Friday, July 24, 2009

How Will It All Work Out When Rates Rise?

[ HT TwoPintWitty ]

"This line jumped out as one that can't possibly be correct, and if it is.wow. The fact that family borrowing continued to increase at its historic pace of about 8 per cent a quarter reflects an increase in home buying - purchases that were encouraged by mortgage rates that fell to record lows as the Bank of Canada dropped its benchmark lending rate to an unprecedented 0.25 per cent and set up emergency cash auctions to ensure banks had access to enough money to continue lending.

8 percent a QUARTER? 8 percent a year in increased borrowing isn't sustainable. Wages have been increasing by what?

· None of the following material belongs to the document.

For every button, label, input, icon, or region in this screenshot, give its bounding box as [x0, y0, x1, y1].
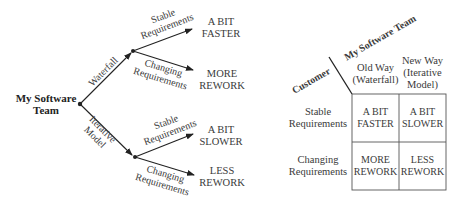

Like 2-3% on avg?"

FN: How exactly is the BOC going to raise rates from 0.25 to a more normal level of NOT ZERO without making all these new mortgages instantly unaffordable? All the poor bastards buying houses with 1.75% variable rates would ingloriously implode at even just 3.50%... as that would double their mortgage payments overnight. When, NOT IF, inflation finally does rear its ugly head these rates could easily TRIPLE to a whopping 5.25%. The effect on house prices will be disastrous. Historically 5.25% is actually ridiculously low. Something between 7% and 9% isn't even astronomical if there are inflation pressures.

The recession is over. Cue the painful recovery: "The recession is over, but not the pain.

Canada's central bank predicted Thursday that the economy would expand this quarter, suggesting the economic contraction lasted for about nine months, considerably shorter than the previous two recessions in the early 1990s and the early 1980s.

The Bank of Canada's reassessment of the state of the economy is perhaps the clearest signal yet that the worst of the recession is over."